I rear-ended someone and they lawyered up fast — now I'm terrified about my savings
So this happened about six weeks ago. I tapped someone at maybe 15–20 mph in stop-and-go traffic — barely a fender bender from where I was sitting. The other driver seemed fine, we exchanged info, I thought that was that.
Then last week I get a letter from an attorney saying they're representing him. My stomach just dropped.
I have decent coverage — not the bare minimum — but here's the thing: I've worked really hard over the years and I have savings, a rental property, retirement accounts. Stuff that could theoretically be on the table if a judgment came back over my policy limits.
I keep reading that insurers settle the vast majority of these cases and it never goes further than the policy. But I can't stop fixating on the exceptions. Like, what actually happens in those rare cases where they don't settle? Do plaintiffs' attorneys ever look into what the at-fault driver actually owns? Would having visible assets make me more of a target?
I know I should probably talk to my own attorney but honestly I don't even know if I need one right now or if I'm just spiraling. My insurer assigned a claims adjuster and she seemed calm about it, but of course she'd say that.
Has anyone here been on the at-fault side of something like this and had it escalate beyond what you expected? Or gone through it and had it turn out fine? I genuinely can't sleep. Any perspective helps.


ABOUT THIS TASK » Copy the records exactly. Every line must match.

Saved entries »
======

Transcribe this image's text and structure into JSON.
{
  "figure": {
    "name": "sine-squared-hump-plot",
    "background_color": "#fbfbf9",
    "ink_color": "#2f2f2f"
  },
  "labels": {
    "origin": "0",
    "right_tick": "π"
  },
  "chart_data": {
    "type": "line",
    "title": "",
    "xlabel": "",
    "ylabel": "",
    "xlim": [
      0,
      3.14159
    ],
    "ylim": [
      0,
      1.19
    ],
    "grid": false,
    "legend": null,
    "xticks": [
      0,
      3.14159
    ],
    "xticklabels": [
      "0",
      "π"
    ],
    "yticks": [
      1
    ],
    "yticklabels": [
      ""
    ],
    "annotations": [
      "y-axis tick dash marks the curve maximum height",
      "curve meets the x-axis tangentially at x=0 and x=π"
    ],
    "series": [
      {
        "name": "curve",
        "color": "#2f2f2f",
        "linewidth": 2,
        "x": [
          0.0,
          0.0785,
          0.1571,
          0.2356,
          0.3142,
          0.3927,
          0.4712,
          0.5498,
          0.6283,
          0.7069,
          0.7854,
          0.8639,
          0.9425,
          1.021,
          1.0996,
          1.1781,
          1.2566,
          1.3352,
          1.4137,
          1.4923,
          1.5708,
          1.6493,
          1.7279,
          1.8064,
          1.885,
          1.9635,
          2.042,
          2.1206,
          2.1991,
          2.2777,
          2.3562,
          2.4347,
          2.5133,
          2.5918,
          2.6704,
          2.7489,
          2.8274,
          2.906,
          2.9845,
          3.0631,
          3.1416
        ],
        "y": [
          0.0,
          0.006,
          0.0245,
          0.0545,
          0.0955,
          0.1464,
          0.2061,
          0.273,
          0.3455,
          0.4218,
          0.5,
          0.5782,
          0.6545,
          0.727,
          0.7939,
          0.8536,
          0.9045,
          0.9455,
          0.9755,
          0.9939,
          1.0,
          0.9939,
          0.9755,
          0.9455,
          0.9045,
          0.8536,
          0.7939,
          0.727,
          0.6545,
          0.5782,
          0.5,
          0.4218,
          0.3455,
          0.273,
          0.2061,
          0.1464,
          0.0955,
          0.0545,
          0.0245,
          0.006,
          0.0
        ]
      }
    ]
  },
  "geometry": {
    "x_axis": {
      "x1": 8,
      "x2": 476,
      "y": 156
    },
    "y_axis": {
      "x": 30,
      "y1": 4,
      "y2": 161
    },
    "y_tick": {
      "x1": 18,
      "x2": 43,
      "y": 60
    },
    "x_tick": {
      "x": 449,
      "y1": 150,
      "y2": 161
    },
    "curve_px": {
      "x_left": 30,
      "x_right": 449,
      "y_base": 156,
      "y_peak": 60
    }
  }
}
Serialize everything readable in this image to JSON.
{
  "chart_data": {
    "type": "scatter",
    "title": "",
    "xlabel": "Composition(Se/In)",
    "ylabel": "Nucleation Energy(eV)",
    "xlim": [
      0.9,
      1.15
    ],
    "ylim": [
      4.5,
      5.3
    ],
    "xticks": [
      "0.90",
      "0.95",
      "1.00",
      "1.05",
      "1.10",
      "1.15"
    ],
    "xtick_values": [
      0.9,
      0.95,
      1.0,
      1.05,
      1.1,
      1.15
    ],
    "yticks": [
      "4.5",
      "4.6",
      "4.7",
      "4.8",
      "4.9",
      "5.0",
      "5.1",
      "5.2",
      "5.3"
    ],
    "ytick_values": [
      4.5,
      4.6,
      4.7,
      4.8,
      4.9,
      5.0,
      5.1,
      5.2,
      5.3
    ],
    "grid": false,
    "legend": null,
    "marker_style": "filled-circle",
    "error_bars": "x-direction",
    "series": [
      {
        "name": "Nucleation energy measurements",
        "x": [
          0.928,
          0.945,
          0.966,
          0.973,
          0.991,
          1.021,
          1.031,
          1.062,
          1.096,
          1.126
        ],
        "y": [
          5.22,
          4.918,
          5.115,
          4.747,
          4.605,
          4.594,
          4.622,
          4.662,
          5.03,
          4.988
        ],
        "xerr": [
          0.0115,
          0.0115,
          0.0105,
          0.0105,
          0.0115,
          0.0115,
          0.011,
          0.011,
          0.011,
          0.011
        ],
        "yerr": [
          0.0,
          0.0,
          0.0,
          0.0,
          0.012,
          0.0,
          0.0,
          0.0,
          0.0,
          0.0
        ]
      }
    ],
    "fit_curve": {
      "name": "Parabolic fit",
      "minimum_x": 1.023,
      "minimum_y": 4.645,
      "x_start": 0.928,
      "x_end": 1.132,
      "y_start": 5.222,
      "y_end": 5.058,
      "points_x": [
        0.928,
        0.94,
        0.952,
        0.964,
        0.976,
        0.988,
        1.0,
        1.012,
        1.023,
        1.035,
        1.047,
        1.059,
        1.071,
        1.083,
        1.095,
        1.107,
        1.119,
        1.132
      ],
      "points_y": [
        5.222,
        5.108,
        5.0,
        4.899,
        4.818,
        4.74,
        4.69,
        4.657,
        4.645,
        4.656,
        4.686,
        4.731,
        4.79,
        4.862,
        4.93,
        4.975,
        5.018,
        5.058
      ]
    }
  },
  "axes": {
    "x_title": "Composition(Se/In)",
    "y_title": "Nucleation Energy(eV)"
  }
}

======

RESULT »
Transcribe this image's text and structure into JSON.
{
  "figure": {
    "name": "sine-squared-hump-plot",
    "background_color": "#fbfbf9",
    "ink_color": "#2f2f2f"
  },
  "labels": {
    "origin": "0",
    "right_tick": "π"
  },
  "chart_data": {
    "type": "line",
    "title": "",
    "xlabel": "",
    "ylabel": "",
    "xlim": [
      0,
      3.14159
    ],
    "ylim": [
      0,
      1.19
    ],
    "grid": false,
    "legend": null,
    "xticks": [
      0,
      3.14159
    ],
    "xticklabels": [
      "0",
      "π"
    ],
    "yticks": [
      1
    ],
    "yticklabels": [
      ""
    ],
    "annotations": [
      "y-axis tick dash marks the curve maximum height",
      "curve meets the x-axis tangentially at x=0 and x=π"
    ],
    "series": [
      {
        "name": "curve",
        "color": "#2f2f2f",
        "linewidth": 2,
        "x": [
          0.0,
          0.0785,
          0.1571,
          0.2356,
          0.3142,
          0.3927,
          0.4712,
          0.5498,
          0.6283,
          0.7069,
          0.7854,
          0.8639,
          0.9425,
          1.021,
          1.0996,
          1.1781,
          1.2566,
          1.3352,
          1.4137,
          1.4923,
          1.5708,
          1.6493,
          1.7279,
          1.8064,
          1.885,
          1.9635,
          2.042,
          2.1206,
          2.1991,
          2.2777,
          2.3562,
          2.4347,
          2.5133,
          2.5918,
          2.6704,
          2.7489,
          2.8274,
          2.906,
          2.9845,
          3.0631,
          3.1416
        ],
        "y": [
          0.0,
          0.006,
          0.0245,
          0.0545,
          0.0955,
          0.1464,
          0.2061,
          0.273,
          0.3455,
          0.4218,
          0.5,
          0.5782,
          0.6545,
          0.727,
          0.7939,
          0.8536,
          0.9045,
          0.9455,
          0.9755,
          0.9939,
          1.0,
          0.9939,
          0.9755,
          0.9455,
          0.9045,
          0.8536,
          0.7939,
          0.727,
          0.6545,
          0.5782,
          0.5,
          0.4218,
          0.3455,
          0.273,
          0.2061,
          0.1464,
          0.0955,
          0.0545,
          0.0245,
          0.006,
          0.0
        ]
      }
    ]
  },
  "geometry": {
    "x_axis": {
      "x1": 8,
      "x2": 476,
      "y": 156
    },
    "y_axis": {
      "x": 30,
      "y1": 4,
      "y2": 161
    },
    "y_tick": {
      "x1": 18,
      "x2": 43,
      "y": 60
    },
    "x_tick": {
      "x": 449,
      "y1": 150,
      "y2": 161
    },
    "curve_px": {
      "x_left": 30,
      "x_right": 449,
      "y_base": 156,
      "y_peak": 60
    }
  }
}
Serialize everything readable in this image to JSON.
{
  "chart_data": {
    "type": "scatter",
    "title": "",
    "xlabel": "Composition(Se/In)",
    "ylabel": "Nucleation Energy(eV)",
    "xlim": [
      0.9,
      1.15
    ],
    "ylim": [
      4.5,
      5.3
    ],
    "xticks": [
      "0.90",
      "0.95",
      "1.00",
      "1.05",
      "1.10",
      "1.15"
    ],
    "xtick_values": [
      0.9,
      0.95,
      1.0,
      1.05,
      1.1,
      1.15
    ],
    "yticks": [
      "4.5",
      "4.6",
      "4.7",
      "4.8",
      "4.9",
      "5.0",
      "5.1",
      "5.2",
      "5.3"
    ],
    "ytick_values": [
      4.5,
      4.6,
      4.7,
      4.8,
      4.9,
      5.0,
      5.1,
      5.2,
      5.3
    ],
    "grid": false,
    "legend": null,
    "marker_style": "filled-circle",
    "error_bars": "x-direction",
    "series": [
      {
        "name": "Nucleation energy measurements",
        "x": [
          0.928,
          0.945,
          0.966,
          0.973,
          0.991,
          1.021,
          1.031,
          1.062,
          1.096,
          1.126
        ],
        "y": [
          5.22,
          4.918,
          5.115,
          4.747,
          4.605,
          4.594,
          4.622,
          4.662,
          5.03,
          4.988
        ],
        "xerr": [
          0.0115,
          0.0115,
          0.0105,
          0.0105,
          0.0115,
          0.0115,
          0.011,
          0.011,
          0.011,
          0.011
        ],
        "yerr": [
          0.0,
          0.0,
          0.0,
          0.0,
          0.012,
          0.0,
          0.0,
          0.0,
          0.0,
          0.0
        ]
      }
    ],
    "fit_curve": {
      "name": "Parabolic fit",
      "minimum_x": 1.023,
      "minimum_y": 4.645,
      "x_start": 0.928,
      "x_end": 1.132,
      "y_start": 5.222,
      "y_end": 5.058,
      "points_x": [
        0.928,
        0.94,
        0.952,
        0.964,
        0.976,
        0.988,
        1.0,
        1.012,
        1.023,
        1.035,
        1.047,
        1.059,
        1.071,
        1.083,
        1.095,
        1.107,
        1.119,
        1.132
      ],
      "points_y": [
        5.222,
        5.108,
        5.0,
        4.899,
        4.818,
        4.74,
        4.69,
        4.657,
        4.645,
        4.656,
        4.686,
        4.731,
        4.79,
        4.862,
        4.93,
        4.975,
        5.018,
        5.058
      ]
    }
  },
  "axes": {
    "x_title": "Composition(Se/In)",
    "y_title": "Nucleation Energy(eV)"
  }
}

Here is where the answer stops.